When you've sent every reminder. And you're done being patient.
A formal last word, sent in your name. One SMS and one email that cites FDCPA and state-statute language, sets a 5-day deadline, and references that cancelled debt of $600 or more may be reported to the IRS as taxable income to the debtor. Send as a one-off, or as the closing step of the 5-week recovery sequence.
This is a FINAL DEMAND for immediate payment of $4,200 owed to Acme Studios pursuant to Invoice #4401, dated 12 March 2026.
Under the Fair Debt Collection Practices Act and applicable state statutes, this account is now severely delinquent. Cancelled debt of $600 or more may be reported to the IRS on Form 1099-C and treated as taxable income to the recipient.
You've sent five reminders. You've offered settlements. You've left voicemails. Some accounts still won't move. They're not disputed. They're just being ignored. The next step you actually have, before a collector or a lawyer, is to be very clear about what happens if they keep ignoring it.
Four mechanisms doing the work.
Sent in your business identity, not ours
One SMS plus one email, with the formal language of a final demand. The debtor sees a serious notice from a business they recognize, not a third-party collector. ti3.co does not contact the debtor as a third party.
FDCPA and state-statute language
The notice cites the Fair Debt Collection Practices Act and applicable state statutes. Same legal-awareness framing collection professionals use, sent without becoming one.
The 1099 reference does the work
Cancelled debt of $600 or more may be reported to the IRS on Form 1099-C and is generally taxable income to the recipient under IRS Topic 431. Most debtors who've ignored five soft reminders settle within days of seeing this one.
Software, not a collector
ti3.co provides the tooling and the tracking. Cancellation of debt is the creditor's decision to make if the bill stays unpaid. ti3.co is not a debt collection agency; the FDCPA applies to third-party collectors that ti3.co is not.
Built for stubborn accounts. Not for everything.
✓ Use FDN when
- Stubborn accounts have ignored the soft 5-week sequence.
- You want a one-off firm last word without running the full sequence.
- You're considering a collector or attorney. The FDN sometimes gets paid for less than what either of those would cost.
- The debtor is a US business or US individual and the balance is $600 or more.
✗ Don't use FDN when
- The account is in active dispute. Resolve the dispute in writing first.
- The debtor is outside the United States. The FDCPA and 1099 references are US-specific.
- The balance is under $600 and you don't intend to write it off. The 1099 leverage assumes a real write-off path.

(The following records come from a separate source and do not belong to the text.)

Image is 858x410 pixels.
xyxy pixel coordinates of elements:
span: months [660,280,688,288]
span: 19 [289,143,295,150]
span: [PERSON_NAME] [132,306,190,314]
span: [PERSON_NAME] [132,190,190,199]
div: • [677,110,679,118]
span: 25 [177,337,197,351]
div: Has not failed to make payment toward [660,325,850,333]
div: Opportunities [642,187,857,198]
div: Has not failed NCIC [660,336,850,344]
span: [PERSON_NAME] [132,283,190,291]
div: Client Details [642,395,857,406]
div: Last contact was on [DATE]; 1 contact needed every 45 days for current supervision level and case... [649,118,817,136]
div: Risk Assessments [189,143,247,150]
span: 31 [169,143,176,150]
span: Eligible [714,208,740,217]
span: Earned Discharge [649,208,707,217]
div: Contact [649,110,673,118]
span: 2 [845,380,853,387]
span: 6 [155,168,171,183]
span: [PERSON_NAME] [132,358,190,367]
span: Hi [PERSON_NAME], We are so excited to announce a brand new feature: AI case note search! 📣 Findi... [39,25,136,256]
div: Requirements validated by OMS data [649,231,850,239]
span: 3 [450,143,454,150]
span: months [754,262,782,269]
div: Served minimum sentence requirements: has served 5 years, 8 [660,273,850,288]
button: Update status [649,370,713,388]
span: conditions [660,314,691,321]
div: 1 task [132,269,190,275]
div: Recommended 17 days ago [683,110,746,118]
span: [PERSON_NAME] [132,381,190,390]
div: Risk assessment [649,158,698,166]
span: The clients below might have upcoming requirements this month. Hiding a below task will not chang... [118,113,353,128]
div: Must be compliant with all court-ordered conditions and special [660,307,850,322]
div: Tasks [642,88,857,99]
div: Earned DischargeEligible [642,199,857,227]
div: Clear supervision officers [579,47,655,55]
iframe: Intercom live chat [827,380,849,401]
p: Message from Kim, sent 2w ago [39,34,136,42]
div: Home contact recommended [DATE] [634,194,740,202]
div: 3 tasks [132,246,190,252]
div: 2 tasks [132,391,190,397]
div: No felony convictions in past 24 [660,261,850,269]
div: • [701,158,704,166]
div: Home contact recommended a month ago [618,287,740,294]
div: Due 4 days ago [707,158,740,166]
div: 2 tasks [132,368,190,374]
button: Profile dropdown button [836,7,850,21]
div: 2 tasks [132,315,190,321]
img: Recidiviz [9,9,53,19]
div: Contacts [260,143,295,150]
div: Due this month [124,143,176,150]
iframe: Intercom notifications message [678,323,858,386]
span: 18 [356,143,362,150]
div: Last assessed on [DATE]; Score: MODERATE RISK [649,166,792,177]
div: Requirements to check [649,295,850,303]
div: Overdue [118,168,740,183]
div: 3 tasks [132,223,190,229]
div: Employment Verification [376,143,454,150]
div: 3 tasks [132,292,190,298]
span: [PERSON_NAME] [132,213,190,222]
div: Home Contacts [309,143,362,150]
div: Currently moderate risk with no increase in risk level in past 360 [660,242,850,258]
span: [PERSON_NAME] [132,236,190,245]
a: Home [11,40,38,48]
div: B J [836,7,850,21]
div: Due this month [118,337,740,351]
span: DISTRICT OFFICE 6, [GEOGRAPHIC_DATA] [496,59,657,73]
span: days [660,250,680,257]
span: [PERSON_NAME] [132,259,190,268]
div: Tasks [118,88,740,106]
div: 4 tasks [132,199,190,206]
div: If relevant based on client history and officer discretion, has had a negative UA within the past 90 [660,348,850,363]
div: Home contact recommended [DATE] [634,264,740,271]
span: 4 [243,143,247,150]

- The account is so old that the underlying claim's statute of limitations has lapsed in the debtor's state.
Built into ti3.co. Same plans, same app, same login.

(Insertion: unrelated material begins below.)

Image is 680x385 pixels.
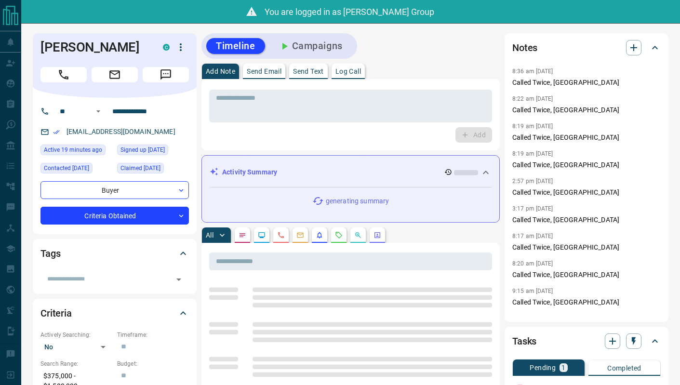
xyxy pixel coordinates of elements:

Sign up to ti3.co. Send reminders, send Final Demand Notices, or both, from the same dashboard. Case Resolution is included on every plan.
For occasional one-off Final Demand Notices. No subscription. Pay only for the notices you send.

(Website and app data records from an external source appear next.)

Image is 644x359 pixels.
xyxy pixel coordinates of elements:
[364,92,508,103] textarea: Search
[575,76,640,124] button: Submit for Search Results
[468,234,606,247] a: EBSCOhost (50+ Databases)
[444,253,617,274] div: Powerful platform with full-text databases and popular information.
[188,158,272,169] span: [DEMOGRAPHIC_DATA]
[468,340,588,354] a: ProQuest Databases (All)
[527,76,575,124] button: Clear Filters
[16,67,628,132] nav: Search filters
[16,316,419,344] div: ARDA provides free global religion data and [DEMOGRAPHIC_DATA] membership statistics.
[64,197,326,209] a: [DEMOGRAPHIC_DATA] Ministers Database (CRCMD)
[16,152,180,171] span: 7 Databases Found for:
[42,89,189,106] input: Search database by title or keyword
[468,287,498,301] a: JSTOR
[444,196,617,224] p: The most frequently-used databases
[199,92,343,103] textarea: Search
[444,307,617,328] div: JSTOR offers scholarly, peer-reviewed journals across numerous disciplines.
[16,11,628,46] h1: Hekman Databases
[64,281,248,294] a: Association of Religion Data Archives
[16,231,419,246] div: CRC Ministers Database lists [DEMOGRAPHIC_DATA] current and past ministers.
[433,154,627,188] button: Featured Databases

- Send as many or as few as you need
- FDN-only or alongside the 5-week sequence
- Case Resolution tracking included
Up to 100 notices a month, FDN and reminder mix. Use the full 5-week sequence with FDN as the optional step 6, or send FDN-only.
- Up to 100 invoices in active recovery (any mix)
- Full 5-week sequence with optional FDN step
- QuickBooks 1-click + Excel upload
- Case Resolution tracking included
We run the program for you, including FDN where the sequence calls for it. 30-day money-back guarantee included.
- We operate ti3.co on your aging report
- FDN sent at the right escalation point
- 30-day money-back guarantee
- Case Resolution tracking included
Full pricing comparison and Enterprise option at /pricing/.
What you should know before you send one.
Are we required to file 1099-C if we write off the debt?
What does the notice actually say?
Can I send a Final Demand Notice without running the full 5-week sequence?
What happens if it works?
When should I NOT send a Final Demand Notice?
Is ti3.co acting as a debt collector when it sends the FDN?
Curious how many of your stuck accounts would settle on a Final Demand?